Within minutes of the signing the Communist world was hailing the "victory" of the North Vietnamese and Viet Cong Gen. Vo Nguyen Giap, the North Vietnamese defense minister and architect of the victory over the French at Dien Bien Phu nearly 20 years earlier, called the settlement a "tremendous victory which lays a firm foundation for the advance of our revolutionary cause."
In all, more than two million soldiers and civilians were killed in Vietnam in a generation of war.
The peace treaties called for withdrawal of all U.S. troops from Vietnam. They provided for return of American prisoners of war within 60 days and release of Vietnamese prisoners.
They also called for internationally supervised free elections in South Vietnam.
The Communists turned over their official list of POWs to the U.S. and the Pentagon started notifying hundreds of families throughout the country. U.S. officials said they hoped the list might contain more than 600 names, compared with the 591 previously confirmed.
For the first time the Viet Cong also turned over a list of American prisoners and they were flashed to Washington so families could be notified. For some it would mean confirmation their men were still alive. For many other relatives of the 1,925 American servicemen missing in Vietnam, it would be virtually the end of hope.

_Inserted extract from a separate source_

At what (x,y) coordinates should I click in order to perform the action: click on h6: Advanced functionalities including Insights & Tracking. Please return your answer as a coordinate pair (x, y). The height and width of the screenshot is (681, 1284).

The prisoners are to be released to several groups over the next 60 days, but the first could arrive at Clark Air Base in the Philippines on planes from Hanoi as early as next week. From Clark they will be flown to military installations near their home towns.
President Nixon watched the televised signing ceremonies in seclusion at the Florida White House in Key Biscayne and designated the official hour of the cease-fire as a "national moment of prayer and thanksgiving."
The war cost the United States $137 billion in direct military expenditures, but Senate Majority Leader Mike Mansfield estimated its ultimate cost would be at least $400 billion and said the country would be paying for it through pensions, hospitals and support in widows through the next century.
The U.S., acting under one of the clauses covering the peace keeping machinery in the treaty, called for a foreign ministers conference beginning Feb. 26 and invited China, the Soviet Union, France, Great Britain, South Vietnam, North Vietnam and the other members of the International supervisory force. Poland, Hungary, Indonesia and Canada.
Hungary and Canada already had troops en route to Saigon and the first Indonesian soldiers were to leave this morning.
The first meeting of the supervisory force commission was scheduled in Saigon at 8 a.m. local time Monday.